Now he and his fellow contributors have brought out a companion volume on England, which comes with a colourful cover and - three cheers! - some colour illustrations inside, though they’re rather hidden away in the section on culture at the back.

The format will be familiar from the European volume: different contributors have written individual chapters, which are themselves divided up into manageable sections on all the mainstream topics and themes that come up in the exam. The written style is as easy to follow as ever, and this time there are more documentary extracts to consider.

Chapters end with discussion points and essay questions, and the later chapters, penned by the editor himself, deal with wider themes, such as popular culture or rebellion, which frequently come up in the exam but which students tend to shy away from. Students and teachers may breathe a sigh of relief: Lothers has not lost his touch.

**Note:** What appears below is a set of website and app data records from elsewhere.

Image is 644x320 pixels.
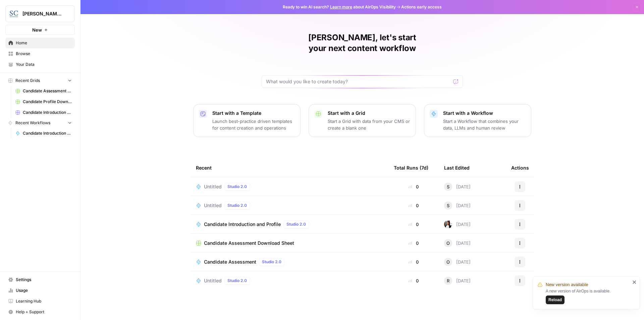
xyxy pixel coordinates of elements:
a: Learn more [330,4,352,10]
div: 0 [394,221,433,228]
a: UntitledStudio 2.0 [196,183,383,191]
span: Reload [548,297,562,303]
button: Reload [546,296,565,304]
a: UntitledStudio 2.0 [196,277,383,285]
p: Start a Workflow that combines your data, LLMs and human review [443,118,526,131]
div: [DATE] [444,183,471,191]
span: Candidate Assessment Download Sheet [204,240,294,247]
a: Candidate Assessment Download Sheet [196,240,383,247]
a: UntitledStudio 2.0 [196,202,383,209]
a: Candidate AssessmentStudio 2.0 [196,258,383,266]
span: Candidate Introduction and Profile [23,130,72,136]
h1: [PERSON_NAME], let's start your next content workflow [262,32,463,54]
span: Recent Workflows [15,120,50,126]
span: Candidate Assessment [204,258,256,265]
button: Start with a WorkflowStart a Workflow that combines your data, LLMs and human review [424,104,531,137]
div: [DATE] [444,258,471,266]
div: 0 [394,278,433,284]
div: Actions [511,159,529,177]
button: Recent Workflows [5,118,75,128]
p: Launch best-practice driven templates for content creation and operations [212,118,295,131]
div: Recent [196,159,383,177]
span: Actions early access [401,4,442,10]
span: New [32,27,42,33]
button: close [632,279,637,285]
a: Candidate Profile Download Sheet [12,96,75,107]
div: [DATE] [444,239,471,247]
span: S [447,202,449,209]
button: New [5,25,75,35]
div: [DATE] [444,202,471,209]
span: Recent Grids [15,77,40,83]
div: Last Edited [444,159,469,177]
div: [DATE] [444,277,471,285]
span: Home [16,40,72,46]
span: Studio 2.0 [227,202,247,209]
p: Start a Grid with data from your CMS or create a blank one [328,118,410,131]
a: Candidate Introduction Download Sheet [12,107,75,118]
button: Help + Support [5,306,75,317]
a: Your Data [5,59,75,70]
a: Settings [5,275,75,285]
button: Workspace: Stanton Chase Nashville [5,5,75,22]
p: Start with a Template [212,110,295,117]
span: Candidate Assessment Download Sheet [23,88,72,94]
div: 0 [394,202,433,209]
span: [PERSON_NAME] [GEOGRAPHIC_DATA] [22,10,63,17]
span: Candidate Introduction and Profile [204,221,281,228]
div: 0 [394,240,433,247]
div: 0 [394,183,433,190]
span: Help + Support [16,309,72,315]
span: Browse [16,51,72,57]
span: Studio 2.0 [262,259,281,265]
input: What would you like to create today? [266,78,451,85]
a: Browse [5,49,75,59]
button: Start with a TemplateLaunch best-practice driven templates for content creation and operations [193,104,300,137]
a: Candidate Introduction and Profile [12,128,75,139]
span: Learning Hub [16,298,72,304]
span: O [446,240,450,247]
a: Candidate Assessment Download Sheet [12,86,75,96]
span: Untitled [204,278,222,284]
p: Start with a Workflow [443,110,526,117]
img: Stanton Chase Nashville Logo [8,8,20,20]
span: R [447,278,449,284]
div: [DATE] [444,220,471,228]
a: Learning Hub [5,296,75,306]
span: New version available [546,282,588,288]
a: Usage [5,285,75,296]
span: Ready to win AI search? about AirOps Visibility [283,4,396,10]
span: Studio 2.0 [286,221,306,227]
div: A new version of AirOps is available. [546,288,630,304]
button: Recent Grids [5,76,75,86]
a: Candidate Introduction and ProfileStudio 2.0 [196,220,383,228]
span: O [446,258,450,265]
span: S [447,183,449,190]
span: Untitled [204,202,222,209]
span: Studio 2.0 [227,184,247,190]
span: Untitled [204,183,222,190]
img: xqjo96fmx1yk2e67jao8cdkou4un [444,220,452,228]
span: Usage [16,288,72,293]
button: Start with a GridStart a Grid with data from your CMS or create a blank one [309,104,416,137]
span: Settings [16,277,72,283]
a: Home [5,38,75,49]
span: Studio 2.0 [227,278,247,284]
p: Start with a Grid [328,110,410,117]
div: 0 [394,258,433,265]
span: Your Data [16,62,72,67]
div: Total Runs (7d) [394,159,428,177]
span: Candidate Introduction Download Sheet [23,109,72,115]
span: Candidate Profile Download Sheet [23,99,72,105]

And yet, and yet. The book is overwhelmingly narrative in tone, and given the complexity of Tudor politics it could do with a few more pauses for the reader to take stock: one or two helpful diagrams of factions or governmental structures would not come amiss. There is frequent reference to the often bitter arguments about the period among historians, but these tend to be presented in the author’s own terms, with some historians’ cases described as “convincing” without real demonstration of why.

Inevitably in a collaborative venture, there is a certain unevenness in the writing. There is particularly good coverage of Edward VI and Mary, but most students will need a much clearer guide to the complexities of the great Tudor inflation than they get here.

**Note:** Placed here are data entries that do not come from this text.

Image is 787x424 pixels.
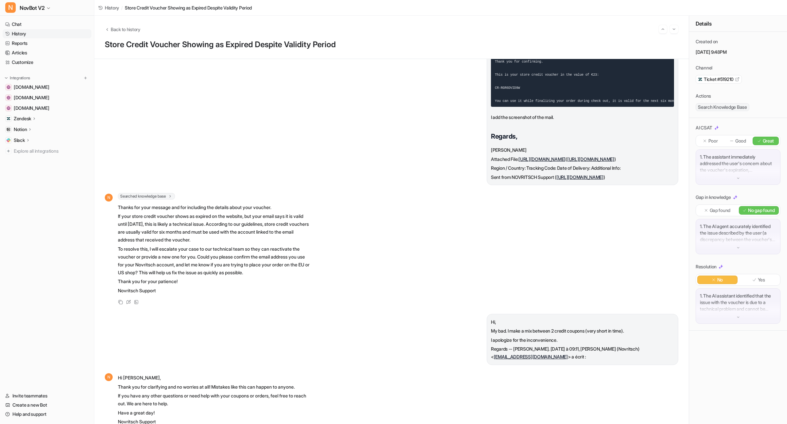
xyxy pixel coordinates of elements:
[7,138,10,142] img: Slack
[700,293,776,312] p: 1. The AI assistant identified that the issue with the voucher is due to a technical problem and ...
[491,146,674,154] p: [PERSON_NAME]
[118,383,310,391] p: Thank you for clarifying and no worries at all! Mistakes like this can happen to anyone.
[696,65,713,71] p: Channel
[700,154,776,173] p: 1. The assistant immediately addressed the user's concern about the voucher's expiration, acknowl...
[491,164,674,172] p: Region / Country: Tracking Code: Date of Delivery: Additional Info:
[670,25,678,33] button: Go to next session
[763,138,774,144] p: Great
[14,105,49,111] span: [DOMAIN_NAME]
[14,137,25,143] p: Slack
[5,2,16,13] span: N
[105,26,141,33] button: Back to history
[689,16,787,32] div: Details
[704,76,734,83] span: Ticket #519210
[736,176,741,181] img: down-arrow
[698,77,703,82] img: zendesk
[567,156,615,162] a: [URL][DOMAIN_NAME]
[672,26,677,32] img: Next session
[491,155,674,163] p: Attached File: ( )
[491,345,674,361] p: Regards -- [PERSON_NAME]. [DATE] à 09:11, [PERSON_NAME] (Novritsch) < > a écrit :
[519,156,566,162] a: [URL][DOMAIN_NAME]
[3,391,91,400] a: Invite teammates
[3,83,91,92] a: support.novritsch.com[DOMAIN_NAME]
[3,75,32,81] button: Integrations
[118,245,310,277] p: To resolve this, I will escalate your case to our technical team so they can reactivate the vouch...
[696,49,781,55] p: [DATE] 9:48PM
[698,76,740,83] a: Ticket #519210
[710,207,731,214] p: Gap found
[736,245,741,250] img: down-arrow
[118,409,310,417] p: Have a great day!
[118,203,310,211] p: Thanks for your message and for including the details about your voucher.
[696,194,731,201] p: Gap in knowledge
[118,277,310,285] p: Thank you for your patience!
[494,354,568,359] a: [EMAIL_ADDRESS][DOMAIN_NAME]
[7,106,10,110] img: eu.novritsch.com
[491,173,674,181] p: Sent from NOVRITSCH Support ( )
[557,174,604,180] a: [URL][DOMAIN_NAME]
[14,94,49,101] span: [DOMAIN_NAME]
[105,4,119,11] span: History
[3,104,91,113] a: eu.novritsch.com[DOMAIN_NAME]
[661,26,665,32] img: Previous session
[736,315,741,319] img: down-arrow
[118,374,310,382] p: Hi [PERSON_NAME],
[3,410,91,419] a: Help and support
[3,39,91,48] a: Reports
[3,29,91,38] a: History
[3,93,91,102] a: us.novritsch.com[DOMAIN_NAME]
[736,138,746,144] p: Good
[98,4,119,11] a: History
[696,38,718,45] p: Created on
[7,85,10,89] img: support.novritsch.com
[748,207,775,214] p: No gap found
[121,4,123,11] span: /
[3,58,91,67] a: Customize
[111,26,141,33] span: Back to history
[118,212,310,244] p: If your store credit voucher shows as expired on the website, but your email says it is valid unt...
[4,76,9,80] img: expand menu
[758,277,765,283] p: Yes
[709,138,718,144] p: Poor
[10,75,30,81] p: Integrations
[7,127,10,131] img: Notion
[118,287,310,295] p: Novritsch Support
[3,146,91,156] a: Explore all integrations
[125,4,252,11] span: Store Credit Voucher Showing as Expired Despite Validity Period
[495,60,709,103] code: Thank you for confirming. This is your store credit voucher in the value of €23: CR-RGR6DVID9W Yo...
[14,126,27,133] p: Notion
[105,373,113,381] span: N
[7,117,10,121] img: Zendesk
[696,103,750,111] span: Search Knowledge Base
[700,223,776,243] p: 1. The AI agent accurately identified the issue described by the user (a discrepancy between the ...
[491,113,674,121] p: I add the screenshot of the mail.
[83,76,88,80] img: menu_add.svg
[491,336,674,344] p: I apologize for the inconvenience.
[696,124,713,131] p: AI CSAT
[14,115,31,122] p: Zendesk
[3,48,91,57] a: Articles
[717,277,723,283] p: No
[491,318,674,326] p: Hi,
[3,400,91,410] a: Create a new Bot
[105,194,113,201] span: N
[20,3,45,12] span: NovBot V2
[696,263,717,270] p: Resolution
[118,193,175,200] span: Searched knowledge base
[118,392,310,408] p: If you have any other questions or need help with your coupons or orders, feel free to reach out....
[3,20,91,29] a: Chat
[7,96,10,100] img: us.novritsch.com
[14,146,89,156] span: Explore all integrations
[696,93,711,99] p: Actions
[491,132,674,141] h2: Regards,
[491,327,674,335] p: My bad. I make a mix between 2 credit coupons (very short in time).
[5,148,12,154] img: explore all integrations
[14,84,49,90] span: [DOMAIN_NAME]
[659,25,667,33] button: Go to previous session
[105,40,678,49] h1: Store Credit Voucher Showing as Expired Despite Validity Period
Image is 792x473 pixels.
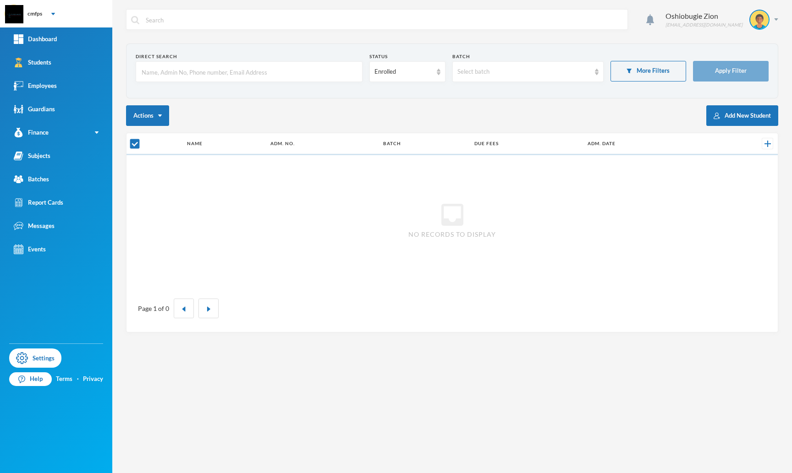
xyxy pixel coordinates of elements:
[14,175,49,184] div: Batches
[141,62,357,82] input: Name, Admin No, Phone number, Email Address
[408,229,496,239] span: No records to display
[452,53,603,60] div: Batch
[138,304,169,313] div: Page 1 of 0
[437,200,467,229] i: inbox
[750,11,768,29] img: STUDENT
[14,81,57,91] div: Employees
[56,375,72,384] a: Terms
[457,67,590,76] div: Select batch
[27,10,42,18] div: cmfps
[126,105,169,126] button: Actions
[77,375,79,384] div: ·
[583,133,708,154] th: Adm. Date
[9,372,52,386] a: Help
[266,133,378,154] th: Adm. No.
[665,11,742,22] div: Oshiobugie Zion
[470,133,582,154] th: Due Fees
[14,198,63,208] div: Report Cards
[182,133,266,154] th: Name
[693,61,768,82] button: Apply Filter
[14,151,50,161] div: Subjects
[610,61,686,82] button: More Filters
[83,375,103,384] a: Privacy
[14,245,46,254] div: Events
[665,22,742,28] div: [EMAIL_ADDRESS][DOMAIN_NAME]
[145,10,623,30] input: Search
[14,104,55,114] div: Guardians
[14,34,57,44] div: Dashboard
[9,349,61,368] a: Settings
[369,53,445,60] div: Status
[14,58,51,67] div: Students
[131,16,139,24] img: search
[136,53,362,60] div: Direct Search
[706,105,778,126] button: Add New Student
[374,67,431,76] div: Enrolled
[14,221,55,231] div: Messages
[5,5,23,23] img: logo
[378,133,470,154] th: Batch
[764,141,770,147] img: +
[14,128,49,137] div: Finance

The section on culture goes into great detail on Robin Hood, which I’ve never yet seen on an A level paper, but misses out the Elizabethan theatre which comes up regularly at some boards. But these caveats merely serve to underline the warning with which the book itself begins: “Textbooks are dangerous. They can encourage a passive approach to learning if all that is thought necessary is the mechanical absorption of facts on the page”.

Se n Lang teaches history at Hills Road Sixth Form College, Cambridge.